Los Angeles | Guns were found in the looted wagons

(Los Angeles) “Dozens of guns” have been stolen from looted freight cars in Los Angeles in recent months as trains lay on the tracks, the city’s police chief said.

Posted yesterday at 6:09 p.m.

“People were breaking into these containers and stealing guns, dozens of guns,” police chief Michel Moore said at a meeting, the remarks of which were reported by the newspaper on Wednesday. Los Angeles Times.

“This has been a source of great concern for us” for safety in the city, assured Mr. Moore.

Images of thousands of ripped open boxes and packaging strewn on railroad tracks near the city center drew authorities’ attention last week to the looting, which involves most of the major U.S. distance selling and couriers (Amazon, Target, UPS, FedEx, etc.).

The thieves take advantage of the fact that the long railway convoys are immobilized on the tracks to climb on the containers of goods of which they break the locks. They then only have to help themselves in parcels, leaving behind them in an impressive bric-a-brac products that are difficult to resell or too cheap, which will never reach their destination.

“These are images that look like a third world country,” exclaimed California Governor Gavin Newsom after visiting the scene with reporters to express his outrage.

“What we saw here is not acceptable,” he said, before joining the cameras in front of the cleaning teams working on site.


PHOTO DAVID SWANSON, REUTERS ARCHIVES

Gavin Newsom (center with blue bag)

Since December 2020, the rail operator Union Pacific (UP) whose convoys are targeted has recorded a 160% increase in thefts in Los Angeles County. “In October 2021 alone, the increase reached 356% compared to October 2020,” said the operator in a letter to local authorities sent to AFP.

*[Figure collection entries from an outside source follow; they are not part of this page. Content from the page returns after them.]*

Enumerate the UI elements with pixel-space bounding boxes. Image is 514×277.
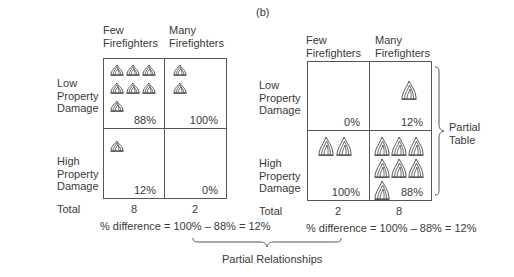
left-col-header-few: Few Firefighters xyxy=(103,24,158,49)
left-percent-difference: % difference = 100% – 88% = 12% xyxy=(100,220,270,232)
left-table-row-divider xyxy=(103,128,227,129)
right-total-few: 2 xyxy=(335,205,341,217)
left-col-header-many: Many Firefighters xyxy=(169,24,224,49)
fire-icon xyxy=(173,82,187,94)
fire-icon xyxy=(336,136,352,156)
right-high-many-pct: 88% xyxy=(385,186,423,198)
partial-table-label: Partial Table xyxy=(449,121,480,146)
partial-relationships-label: Partial Relationships xyxy=(222,253,322,265)
right-table-col-divider xyxy=(369,61,370,201)
fire-icon xyxy=(126,64,140,76)
right-col-header-few: Few Firefighters xyxy=(306,34,361,59)
fire-icon xyxy=(318,136,334,156)
left-row-label-high: High Property Damage xyxy=(57,155,99,193)
left-high-few-pct: 12% xyxy=(118,184,156,196)
fire-icon xyxy=(110,100,124,112)
left-low-few-pct: 88% xyxy=(118,114,156,126)
fire-icon xyxy=(126,82,140,94)
fire-icon xyxy=(408,136,424,156)
fire-icon xyxy=(408,158,424,178)
fire-icon xyxy=(374,158,390,178)
fire-icon xyxy=(110,64,124,76)
fire-icon xyxy=(110,140,124,152)
right-total-label: Total xyxy=(259,205,282,217)
figure-label: (b) xyxy=(256,6,269,18)
left-total-many: 2 xyxy=(192,203,198,215)
right-low-many-pct: 12% xyxy=(385,116,423,128)
right-total-many: 8 xyxy=(396,205,402,217)
right-row-label-low: Low Property Damage xyxy=(259,79,301,117)
left-total-label: Total xyxy=(57,203,80,215)
partial-relationships-brace xyxy=(192,237,342,249)
left-total-few: 8 xyxy=(131,203,137,215)
fire-icon xyxy=(110,82,124,94)
right-row-label-high: High Property Damage xyxy=(259,157,301,195)
left-row-label-low: Low Property Damage xyxy=(57,77,99,115)
right-high-few-pct: 100% xyxy=(322,186,360,198)
fire-icon xyxy=(391,158,407,178)
fire-icon xyxy=(173,64,187,76)
fire-icon xyxy=(374,136,390,156)
fire-icon xyxy=(401,80,417,100)
right-table-row-divider xyxy=(307,130,432,131)
left-low-many-pct: 100% xyxy=(180,114,218,126)
fire-icon xyxy=(391,136,407,156)
right-col-header-many: Many Firefighters xyxy=(375,34,430,59)
right-low-few-pct: 0% xyxy=(322,116,360,128)
fire-icon xyxy=(142,82,156,94)
fire-icon xyxy=(142,64,156,76)
right-percent-difference: % difference = 100% – 88% = 12% xyxy=(306,222,476,234)
partial-table-brace xyxy=(434,66,446,196)
left-high-many-pct: 0% xyxy=(180,184,218,196)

The phenomenon has taken off again with the peak of activity linked to Christmas shopping. According to figures reported by UP, more than 90 containers were vandalized on average each day in Los Angeles County in the last quarter of 2021.

The operator, which manages nearly 450 km of tracks in Los Angeles County, estimates the cost of the damage suffered in 2021 at around five million dollars, an amount which does not take into account the losses of the customers affected. by these flights.